The Near Eastern Jewish communities use the local maqāmāt for the creation and classification of many of their liturgical and paraliturgical melodies. Even the cantillation of the masoretic accents is submitted to a "maqamic correlation," and is obviously affected by it in its melodic content. The following selection of "maqamic correlations" is based mainly on the research of A.Z. *Idelsohn; maqām Sīgah can be correlated with the Pentateuch, Ruth, Ecclesiastes, Esther, and the *Amidah for the High Holy days; maqām Bayāt with the prophetic books and Lamentations; maqām ʿAjam (Persian name: Naurūz, "The New Year's Day"), associated with exaltation, magnificence, and actual or symbolic wedding functions and ceremonies, with Simhat Torah, Shavuot, the seventh day of Passover, and Shabbat Shirah; maqām Nawa with Sabbath Eve (cf. *Lekhah Dodi) and Sabbath morning; and maqām Sabā with circumcisions and prayers on Sabbaths on which the weekly portion of the Bible mentions circumcision.
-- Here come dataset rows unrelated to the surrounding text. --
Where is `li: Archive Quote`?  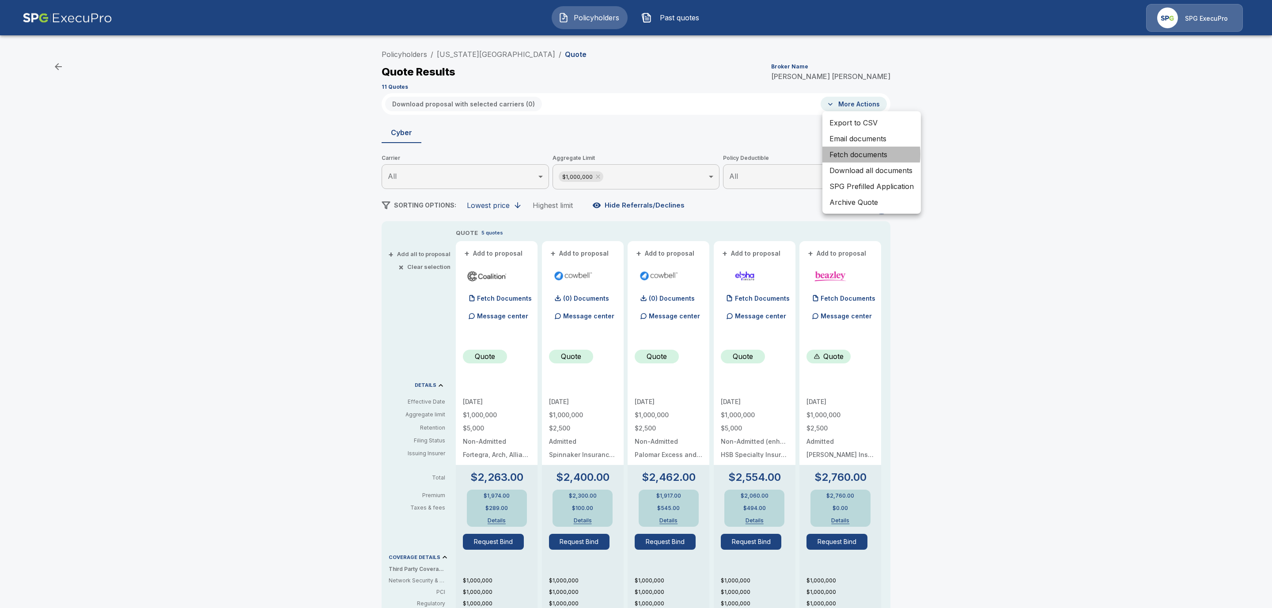
li: Archive Quote is located at coordinates (872, 202).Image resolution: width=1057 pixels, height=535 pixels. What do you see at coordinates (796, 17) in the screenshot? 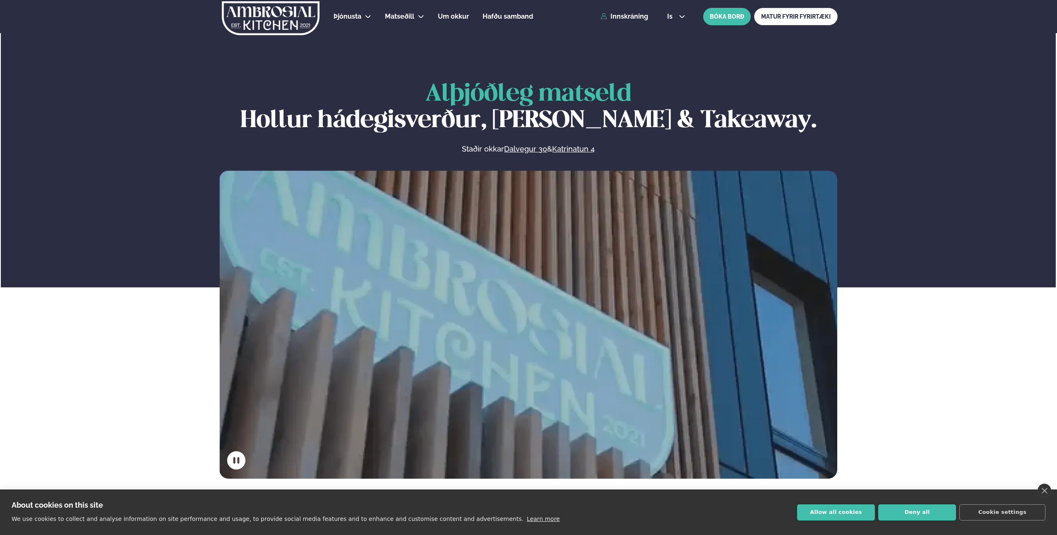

In several Near Eastern communities the prayer of each Sabbath and festival has its own appropriate governing maqām. The Aleppan *bakkashot singing is entirely governed by a sophisticated maqamic organization, and between the single or grouped bakkashot there is a petiḥah (opening – a vocal improvisation), a verse or a psalm serving as a melodic vehicle for modulation from one maqām to the other. This attains its zenith in the performance of the sabbatical psalm (Ps. 92) wherein each verse is sung on a different maqām. Such modulations are also made in the solemn recitation of the Ten Commandments, the ḥazzan displaying his virtuosity by skillfully passing through the maximum number of maqāmāt. The Moroccan bakkashot are organized into a series of piyyutim corresponding to the number of Sabbaths between Succot and Passover, each having its appropriate tbā'.

All the above are unwritten conventions. The written indication of the maqām is found in all manuscript and printed collections of piyyutim produced in the Near East since the time of Israel *Najara, who was apparently the first to compose and organize his piyyutim according to this system. In his Zemirot Yisrael the poems are divided by maqāmāt, in the following order: Ḥusseini, Rast, Dūgah, Sīgah, Nawa, Busilik (a Turkish maqām), Ḥusseini, Naurūz-ʿAjam, Uzāl, and Iraq. The practice has continued to this day, and even recent songs have been fitted into the system, so that in the collection Shirei Yisrael be-Ereẓ ha-Kedem of the Adrianople community (Constantinople, 1922) the anthem *Ha-Tikvah can be found in maqām Nihawand.

bibliography:

Idelsohn, Melodien, 4 (1923), 53–112; A.Z. Idelsohn, in: Sammelbaende der Internationalen Musikgesellschaft, 15 (1913–14), 1–63; idem, in: mgwj, 57 (1913), 314ff.; J. Chailley, in: Acta Musicologia, 28 (1956), 137–63; H. Farmer, in: New Oxford History of Music, 1 (1957), 447–50.